To be clear, this is not a defence of fake history or its pedlars. Spiritual teachers have a responsibility to their students to offer them truth in its fullest sense, including the historical. Dodgy history, even now, is used to manipulate the innocent. But it is an argument that ‘sacred histories’ evoked in ritual contexts can express a spiritual truth quite distinct from their grounding in fact. It is so with the scriptural genealogy of Christ, and it is so with the sabbat of the Witches.

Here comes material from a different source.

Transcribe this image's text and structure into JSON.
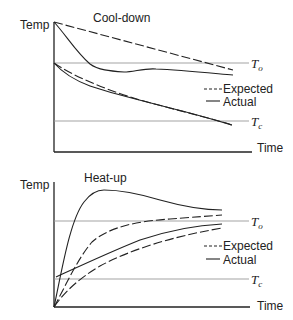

Let me speak finally as a practitioner, then. I am an inheritor of a spiritual tradition which is both young and immeasurably old. Every morning I invoke the spiritual powers of that line, and place myself in their lineage. If I speak of ‘faith’, I mean ultimately faith in that current. At the same time, only sporadically does that line appear in history, a history also mediated by books and texts, some of which seem to disappear only to be rediscovered centuries later, or which survive the fall of empires near miraculously. (The initiate’s discovery of a hidden text is a motif of Hermetic literature across many centuries, strikingly similar to the Tertön in Tibetan Buddhism.) Our twentieth and twenty-first century history has its share of splits and filiations. This does not trouble me: I see the providential work of spiritual powers in it. What is most striking above all is how the current finds a means to express itself, like an underground fount of living water suddenly bursting, unsuspected, from a rock. As a Hermeticist whose work centres around spiritual regeneration (palingenesis) it is both pleasing and spiritually right to perceive that the Hermetic current is a self-regenerating one.